Cyprus looking for EU bailout of up to €10 billion



NICOSIA // Cyprus, the fifth euro-zone member to seek emergency funding from Europe, may need a bailout of up to 10 billion euros (Dh45.8bn), over half the size of its economy, officials said yesterday.

The small Mediterranean island, whose disproportionately large banking sector is heavily exposed to debt-crippled Greece, said late on Monday it was formally applying for help from the EU's firewall funds.

That means more than a quarter of the 17 euro-zone members are now in the bloc's emergency ward, where Cyprus has joined Greece, Ireland, Portugal and Spain.

Cyprus has just four days to meet a deadline to raise at least 1.8bn euros - about 10 per cent of its 17.3bn euro GDP — to recapitalise Cyprus Popular Bank, its second-biggest lender.

The bank posted a record loss last year after taking a 76 per cent writedown on its Greek government bond holdings.

President Demetris Christofias, the EU's only communist leader, has been criticised by opposition parties for leaving the inevitable bailout request until the 11th hour. On July 1, Cyprus takes over the EU's rotating presidency from Denmark.

"It's a tragic coincidence," Cyprus's parliamentary speaker, Yiannakis Omirou, told state radio.

With a general election due next February, Mr Christofias has been deeply reluctant to seek EU aid, fearing Brussels would demand unpopular austerity measures like those foisted on Greece, Ireland and Portugal.

Educated in Soviet-era Moscow, he has repeatedly pledged any belt-tightening would not come at the expense of workers' salaries or benefits. His opponents accuse him of "reckless populism and ineptitude", while independent economists say Cyprus needs to slash spending on its "overpaid and overstaffed" civil service.

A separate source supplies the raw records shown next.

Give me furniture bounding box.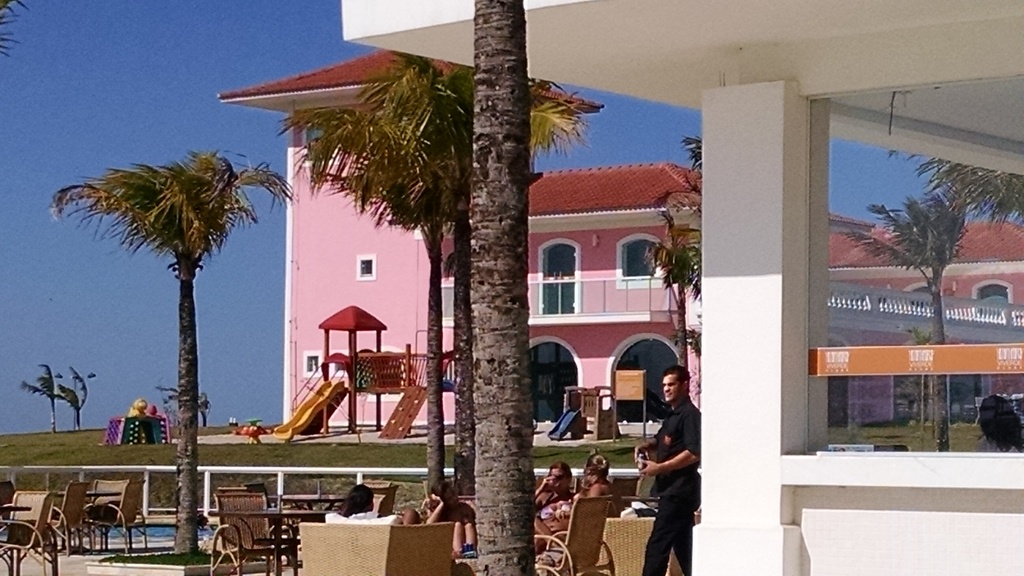
crop(205, 485, 301, 575).
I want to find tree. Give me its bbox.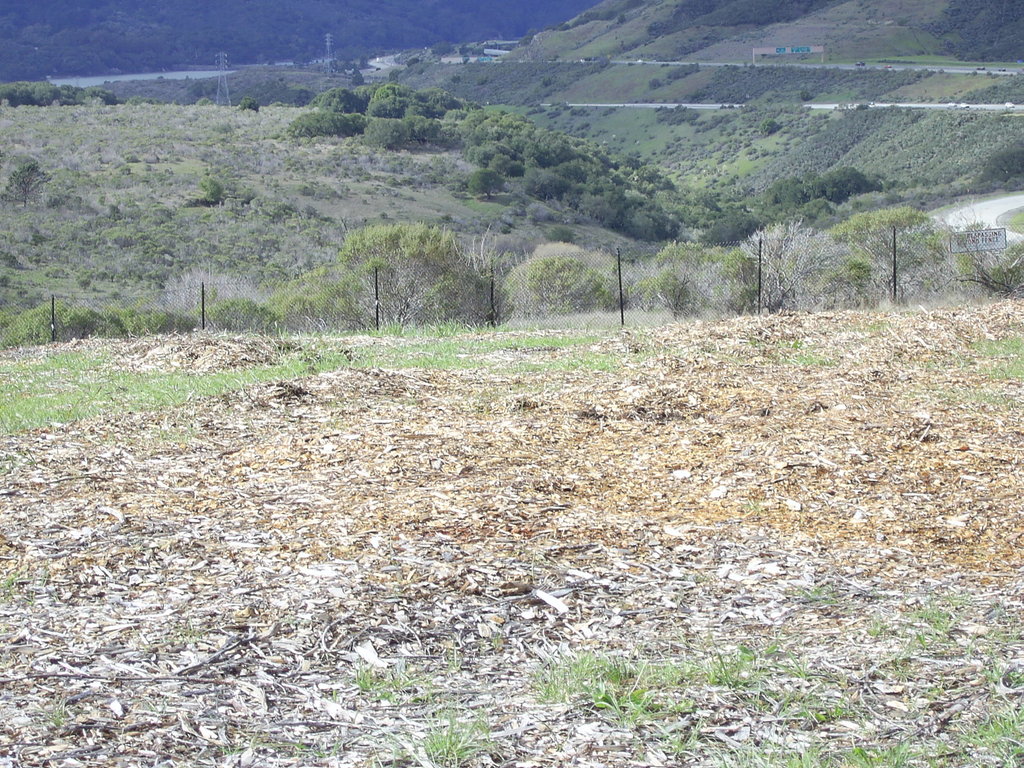
BBox(5, 161, 50, 206).
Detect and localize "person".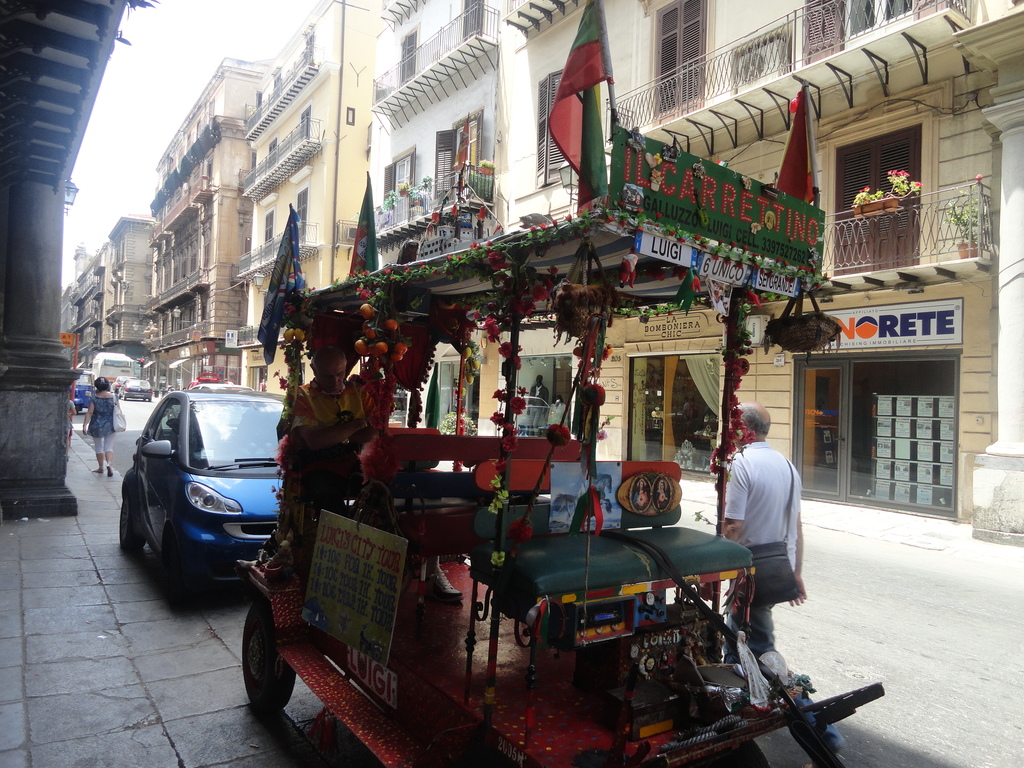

Rather than going cap-in-hand to Europe, Mr Christofias's government has tried - and is still trying — to secure bilateral loans from Russia or China. These would come with no demands for structural reforms but would, his critics say, have other undefined strings attached and rankle Cyprus's EU partners.

"Being viewed as Russia's satellite is a very high price to pay for avoiding unpopular [austerity] measures," a Cyprus Mail editorial said on Sunday.

The Cyprus government has not disclosed how much it will ask from Europe. But the finance minister, Vassos Shiarly, suggested his country, in addition to requesting aid to shore up its banking sector, would seek enough money to help with is budget deficit.

Cypriot newspapers said the amount could be anything up to 10bn euros - a figure unnamed European officials told Reuters was being considered in Brussels.

That sum would not affect the EU's economy, nor strain the bloc's emergency funds.

Cyprus has a population of just under a million and its economy is the third smallest in the euro zone after Malta and Estonia, accounting for just 0.2 per cent of the zone's GDP.

Spain, by contrast, is looking for 100bn euros to rescue its banks while Ireland secured an 85bn euro bailout in November 2010.

But a Cyprus bailout, however small, would deal another blow to the euro zone's credibility, while 10bn euros would be huge bill for the island.

Cyprus is particularly keen to safeguard its highly attractive 10 per cent corporate tax rate that underpins its large and lucrative services sector and has served as a magnet for thousands of foreign companies.

Moscow provided Cyprus with a 2.5bn euro loan last year and has a keen interest in maintaining the island as low-tax offshore financial centre for Russian businesses, who use it as a low-tax base to reinvest in Russia.